Indiana Gov. Mike Pence yesterday signed off on new education standards for Indiana schools despite protests from Hoosiers who say the standards are a rebranded form of the much-disputed Common Core program.
“We have clearly become not only the first state to step out of the Common Core but in the aftermath of that we have become the first state to literally go through thousands of hours to develop our own standards, and I am grateful to everyone that was involved,” Pence told the Indianapolis Star.
Some parents and education activists, however, disagreed with the Republican governor’s assessment that the new standards are an improvement, and that the process leading to them had “real integrity to it.”
According to the Star, a crowd of about 200 rallied ahead of the meeting, most protesting the new standards. Some held signs reading “Gov. Pence, you promised no [Common Core] lite” and “Say no to Common Core.”
Officials moved the meeting to a larger room because of public interest.
Indiana, one of the first states to adopt the Common Core standards that the federal government has pushed as a nationwide standard for schools, backed out last year before fully implementing them. Pence, a former congressman and potential presidential prospect, assured Indiana residents that he would settle for nothing less than “uncommonly high” standards “written by Hoosiers, for Hoosiers.”
What followed was a year-long struggle, headed by the Indiana Department of Education and the state’s Center for Education & Career Innovation, to write new standards—in part by picking and choosing what participants believed to be the best standards from several other sets, including Common Core.
Opponents of Common Core, such as the influential group Hoosiers Against Common Core that helped organize yesterday’s rally, sounded the alarm over a possible rebrand of the Common Core in Indiana.

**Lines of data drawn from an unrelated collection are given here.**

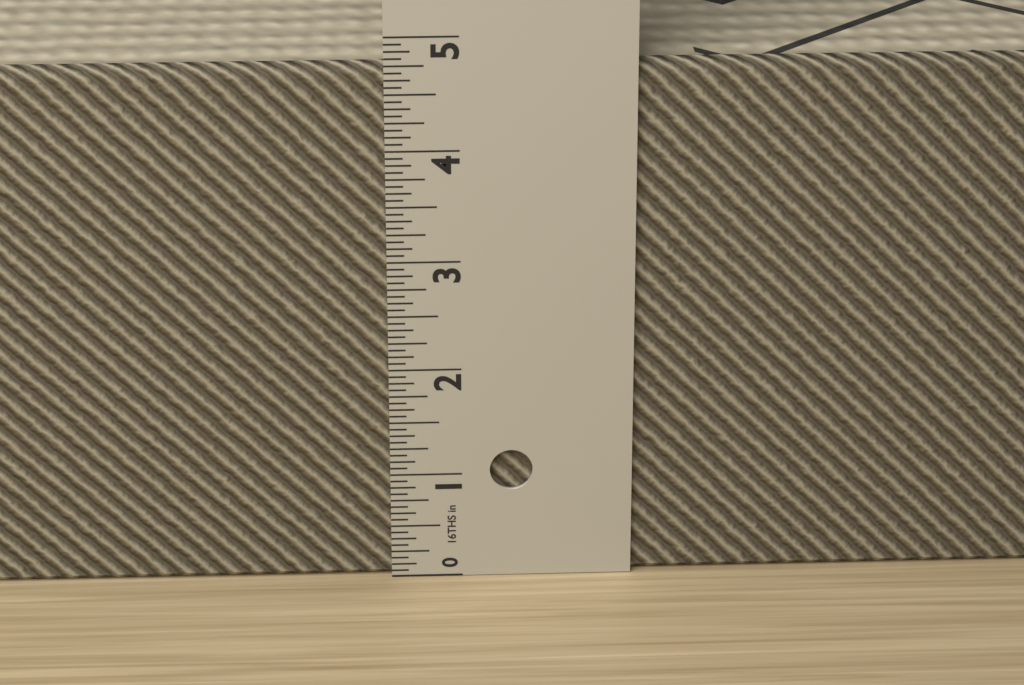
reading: 4.7500 in
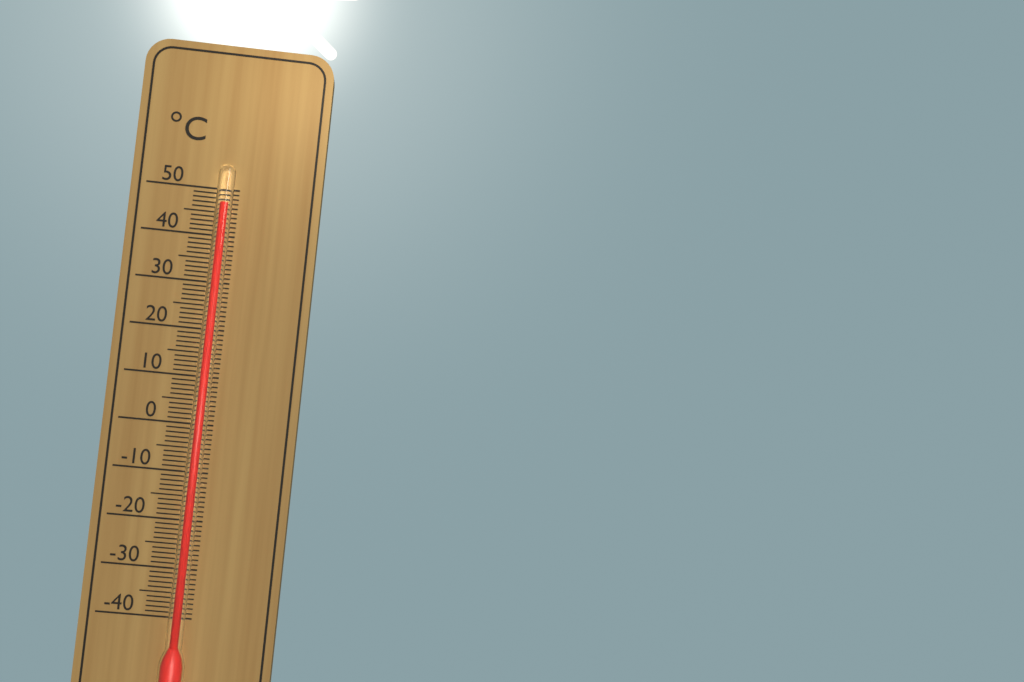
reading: 47 °C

They now say their worst fears have been realized.
“Exactly four weeks after Gov. Mike Pence was hailed for signing legislation to withdraw Indiana from the Common Core, he voted to usher it back in under a new name,” Heather Crossin, co-founder of Hoosiers Against Common Core, told The Foundry. Crossin added:
[The new standards] failed to garner support from leading national evaluators on both sides of the issue, due to their poor quality. At best they were simply copied, and occasionally paraphrased ‘by Hoosiers, for Hoosiers.’ They are certainly nowhere as good as Indiana’s pre-Common Core standards.

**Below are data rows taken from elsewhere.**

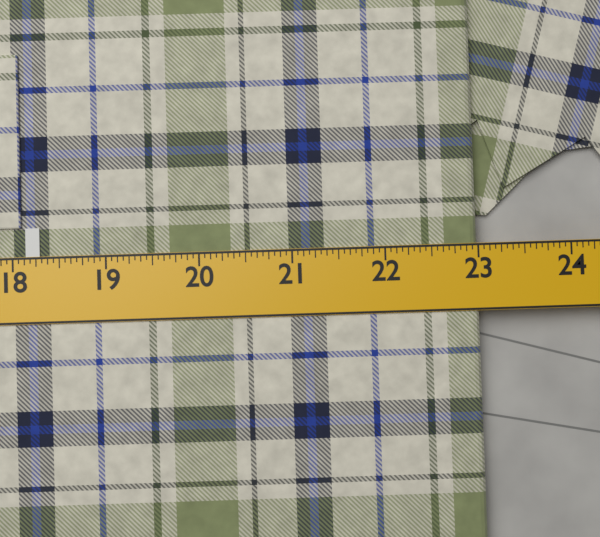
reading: 23.0000 in
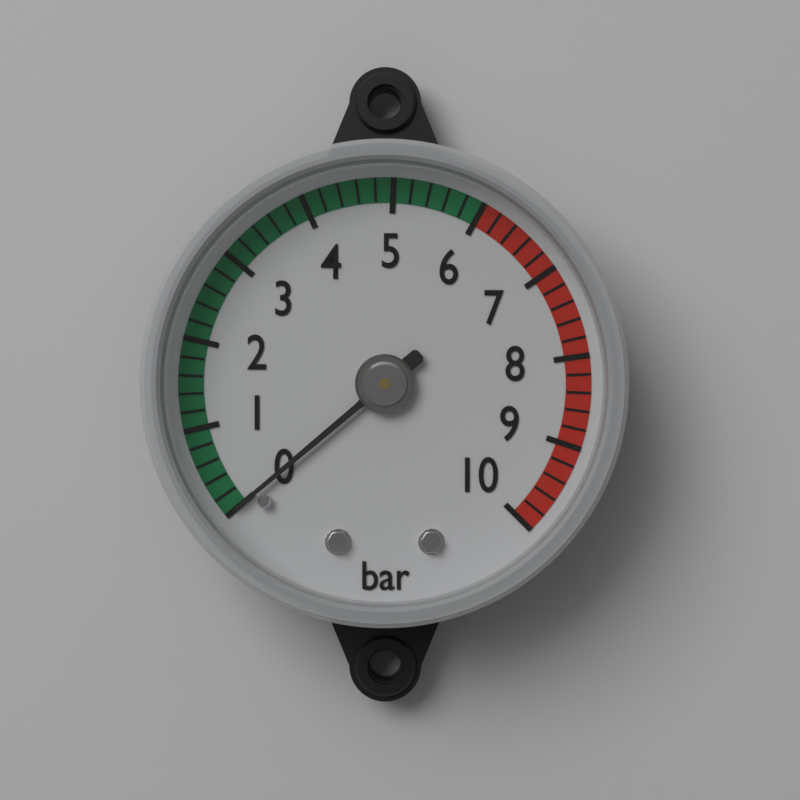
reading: 0.0 bar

Indiana’s new standards earned widespread criticism from content experts, and even from the pro-Common Core Thomas B. Fordham Institute; last week, in a review of the new Indiana standards, the institute’s Kathleen Porter-Magee wrote they are “expectations built with a façade that impresses but with very little enduring substance.”
Pence, addressing the critics at the meeting, said, “To those who would have preferred that we deferred more to out of state experts from Washington, D.C., to the East Coast to the West Coast, I ask, isn’t that the kind of elitist thinking that got us Common Core in the first place?”

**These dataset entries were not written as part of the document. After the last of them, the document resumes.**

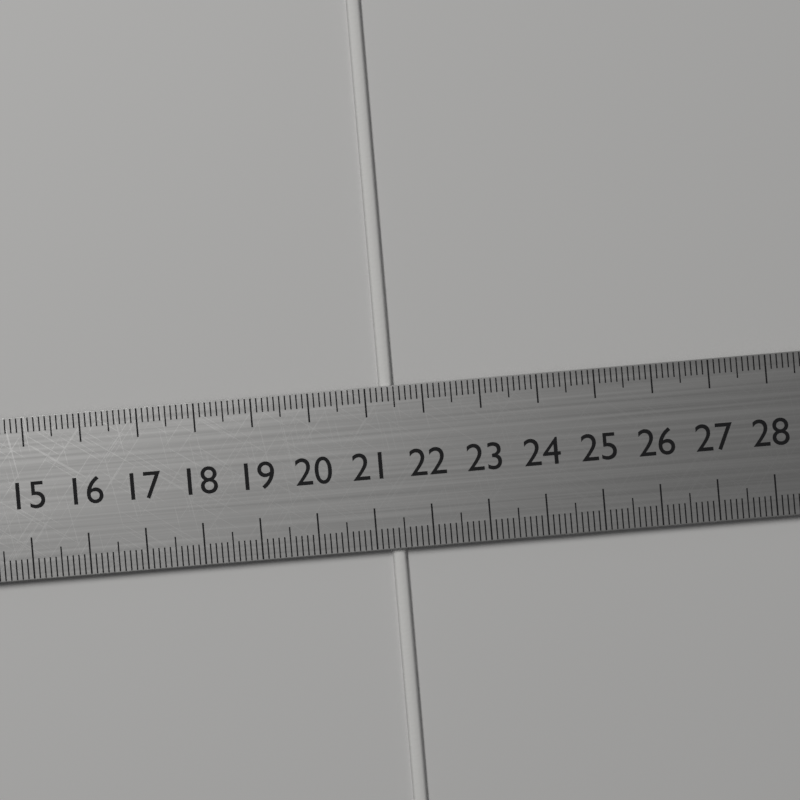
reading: 21.5 cm
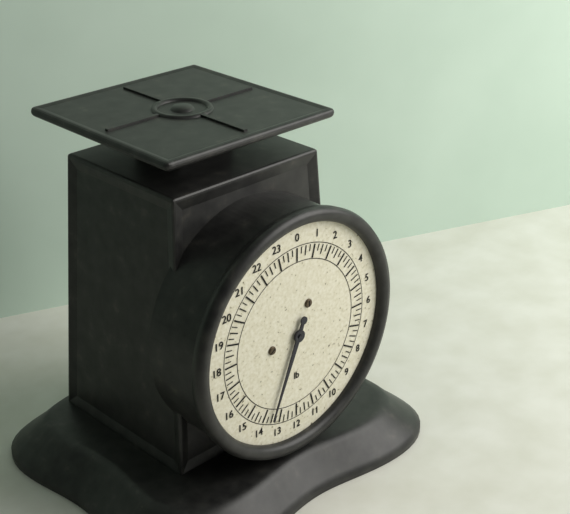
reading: 13.50 lb
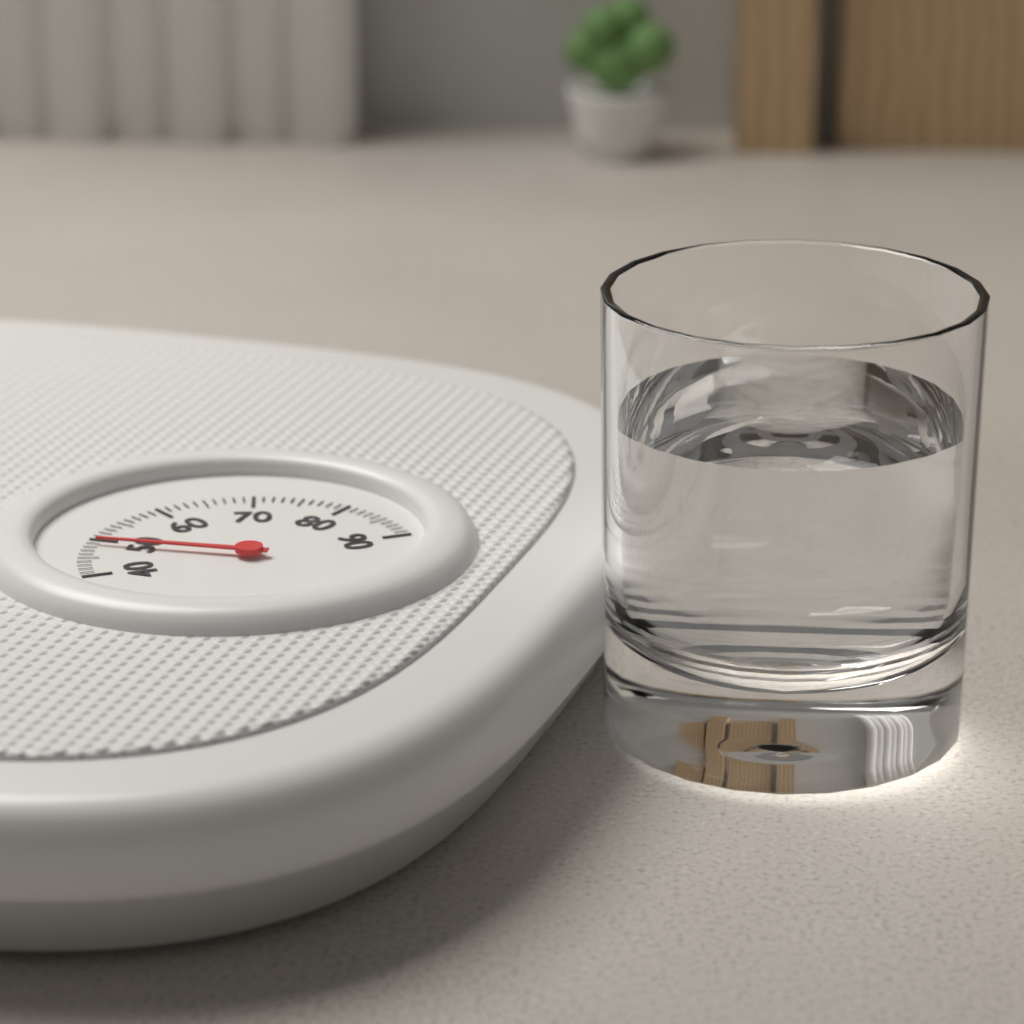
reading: 49 (no unit)
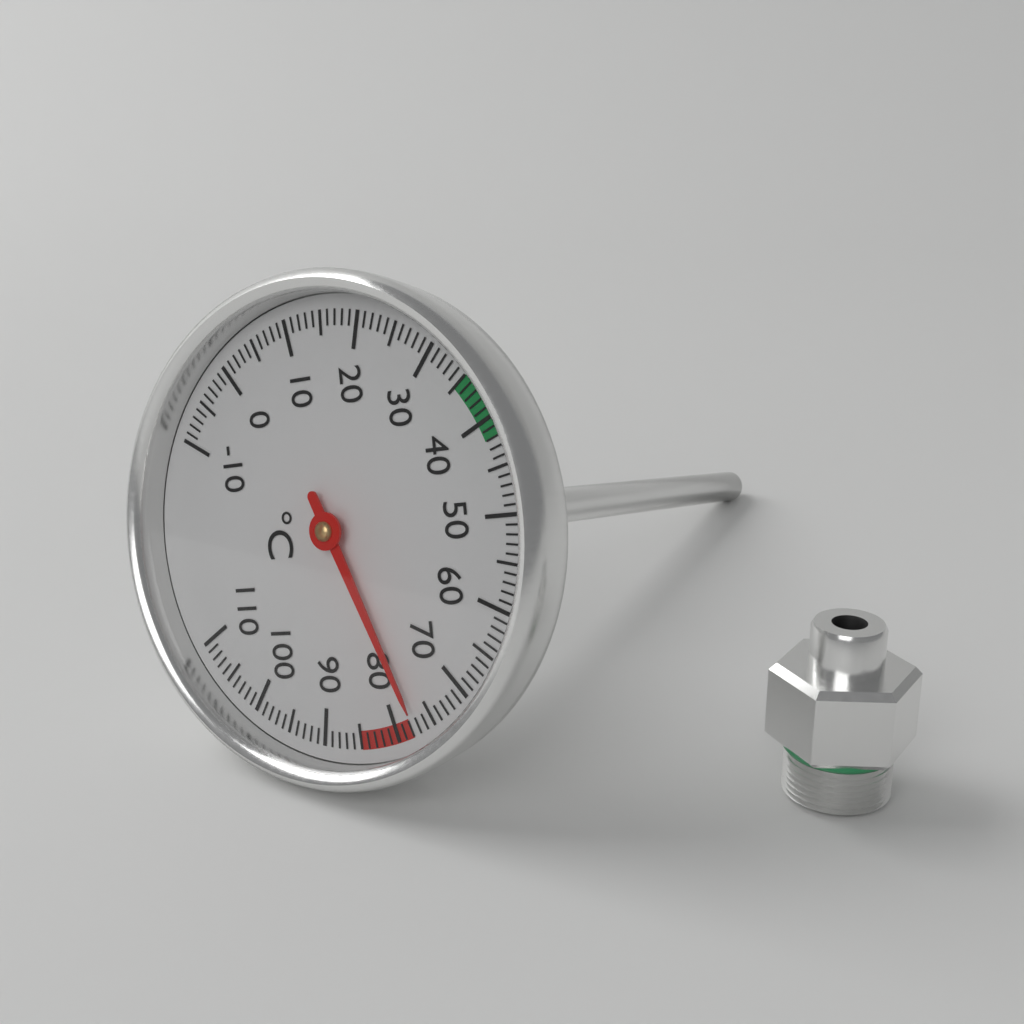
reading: 77 °C
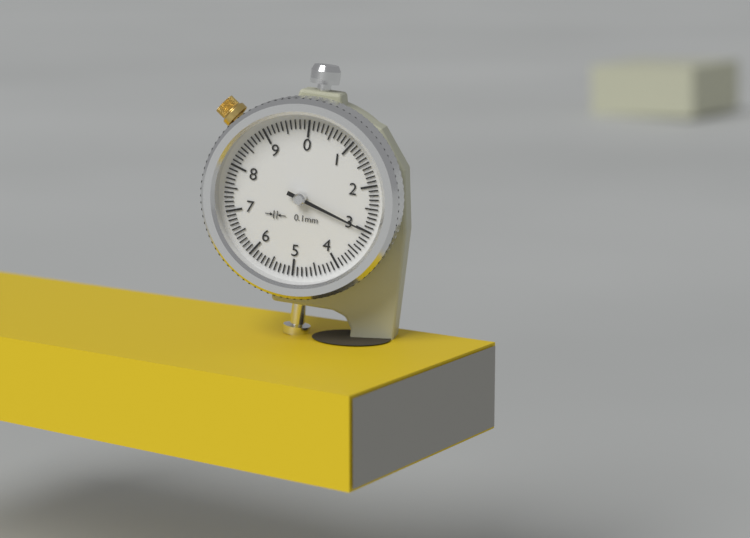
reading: 3.0 mm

Lindsey Burke, The Heritage Foundation’s Will Skillman fellow in education, wrote that Indiana is missing an opportunity “to reclaim its position as having some of the most rigorous standards in the country by simply replacing Common Core” with the state’s own previous, highly rated standards.
Burke told The Foundry:
Indiana took the important step of salvaging its state educational decision-making authority by exiting Common Core last year and asserting responsibility for the standards that will be used in the state. It was a critical moment in the national standards debate. Indiana demonstrated that it is in fact possible to regain control of the standards and tests that are used in a state, after having adopted Common Core.
Indiana now has the opportunity to lead the way on life after Common Core. Indiana’s prior state standards (the 2000 math standards, which were updated in 2009, and the 2006 English Language Arts standards) were highly regarded and considered some of the most rigorous in the country. The state should not throw out its former high-quality state standards in an attempt to recreate what was already working so well. To do so would likely result in incurring new costs for implementing new standards, tests, and professional development.
Indiana standards require approval by two bodies: the Education Roundtable, co-chaired by the governor and the state Superintendent of Public Instruction Glenda Ritz, as well as the State Board of Education. The roundtable yesterday voted 21–2 in favor of new English standards and 21–3 for new math standards. The board will vote on Monday.
This story was produced by The Foundry’s news team. Nothing here should be construed as necessarily reflecting the views of The Heritage Foundation.